Polled residents of Illinois, Connecticut, and Maryland were the most eager to depart their states, with about half wanting out. But more than 40 percent of the residents of Nevada, Rhode Island, New Jersey, New York, Louisiana, and Massachusetts (among them, perhaps, former US Sen. Scott Brown, now prospecting a run in New Hampshire) were also hoping to go somewhere else, according to the poll.  

But ZIP Code dissatisfaction is uneven across the 50 states. In some states, upwards of three-quarters of residents are pleased to stay put, thanks, according to the poll. Just 23 percent of residents in Montana, Maine, and Hawaii are interested in getting out, and only 24 percent of residents of Oregon, Texas, and New Hampshire (ah, makes sense now, Mr. Brown) would want to leave. Plus, fewer than a third of people in Colorado, Minnesota, Wyoming, and North Dakota are dissatisfied with their state addresses.

But just because people want to move out doesn’t mean they’re actually planning to do so. About one-fifth of polled Nevada residents are either “extremely," “very,” or “somewhat” likely to move soon – the highest percentage in the survey.

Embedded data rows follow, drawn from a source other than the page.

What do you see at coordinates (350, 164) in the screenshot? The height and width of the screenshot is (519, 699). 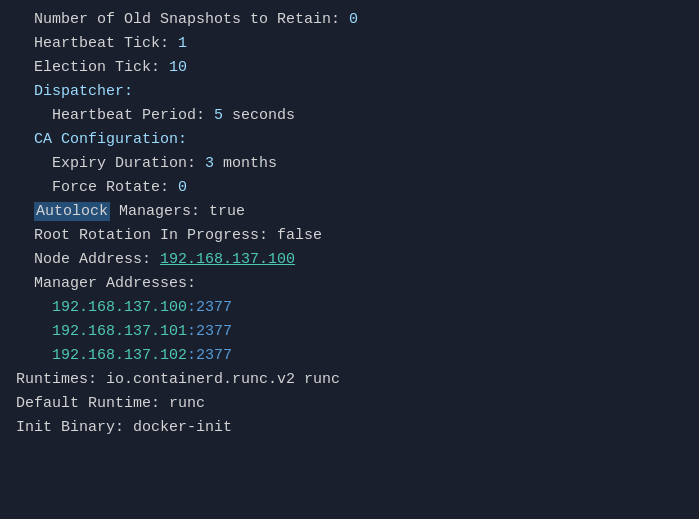 I see `line-expiry: Expiry Duration: 3 months` at bounding box center [350, 164].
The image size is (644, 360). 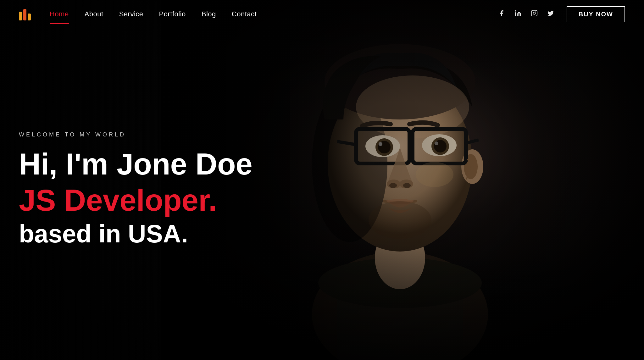 What do you see at coordinates (244, 14) in the screenshot?
I see `nav-link-contact: Contact` at bounding box center [244, 14].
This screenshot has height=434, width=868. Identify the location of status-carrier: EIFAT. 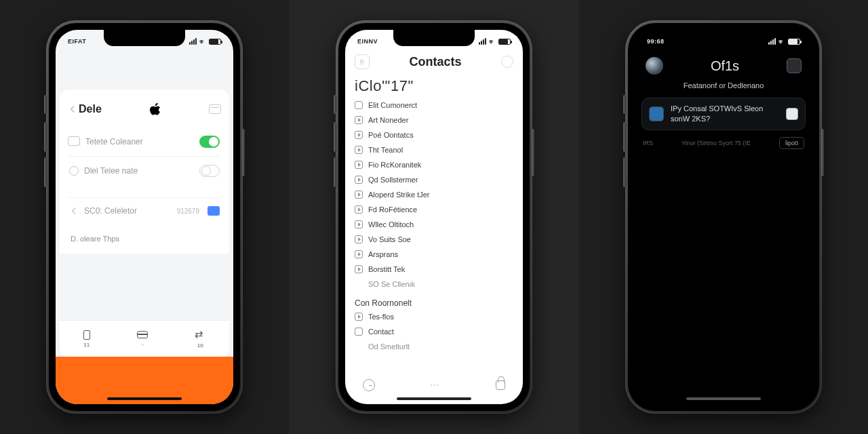
(77, 41).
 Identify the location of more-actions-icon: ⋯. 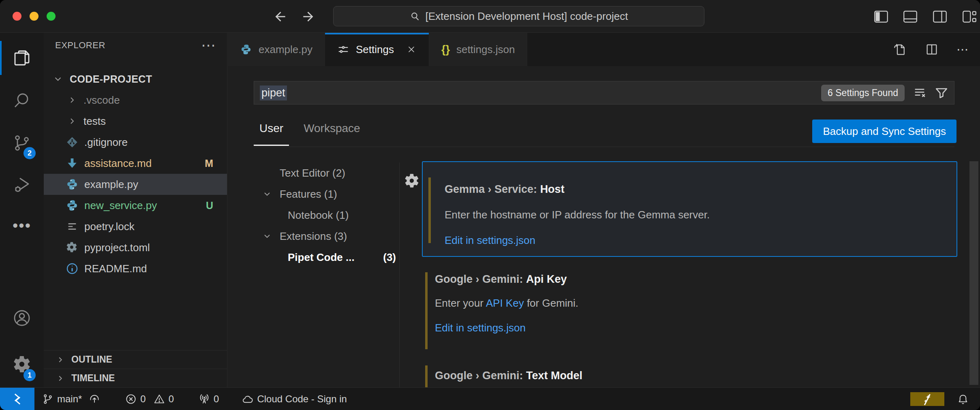
(963, 49).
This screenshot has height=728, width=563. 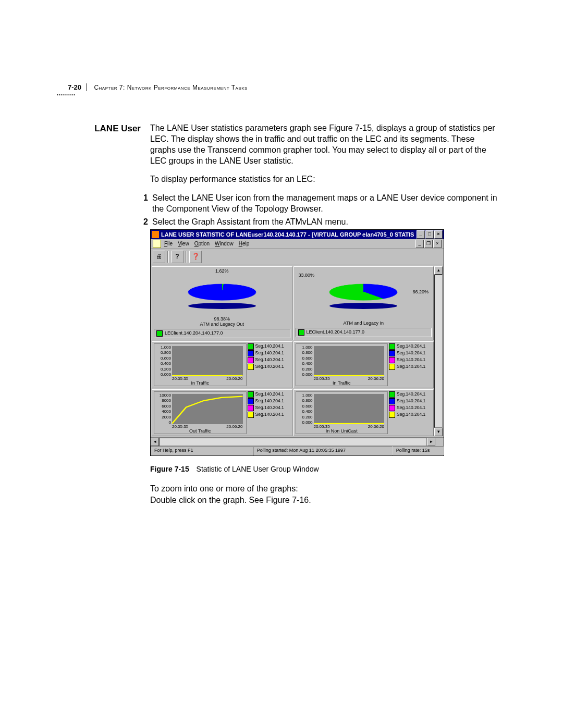 I want to click on post-figure-text: To zoom into one or more of the graphs: …, so click(x=325, y=494).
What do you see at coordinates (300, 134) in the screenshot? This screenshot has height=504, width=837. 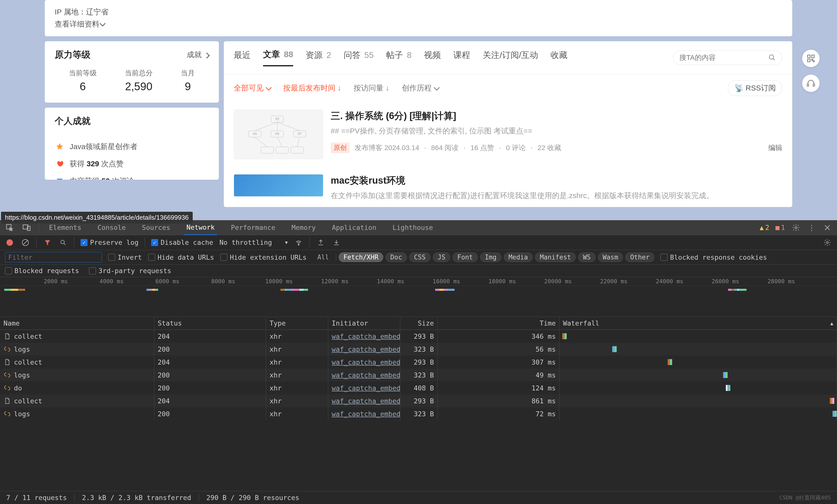 I see `svg-text: P7` at bounding box center [300, 134].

In the two unhappiest states, Illinois and Connecticut, locals who reported having at least some plans to move cited work as the No. 1 reason for going. In Illinois, "weather/location" (17 percent) and "quality of life" (15 percent) ranked No. 2 and 3; in Connecticut, "family/friends" (13 percent) was No. 2.

Overall, though, would-be residents of "somewhere else" were mostly seeking jobs or business opportunities. Of the people who said there is at least some chance that they will indeed be leaving their state, almost a third said it would be for work-related reasons. In Mississippi, half of all residents have some plans to move.

In New York, though, the top reason for leaving was not work, but the cost of living. Twenty-one 21 percent cited the sheer cost of keeping residence there as having put them off. Another 14 percent of disgruntled New Yorkers said “taxes.”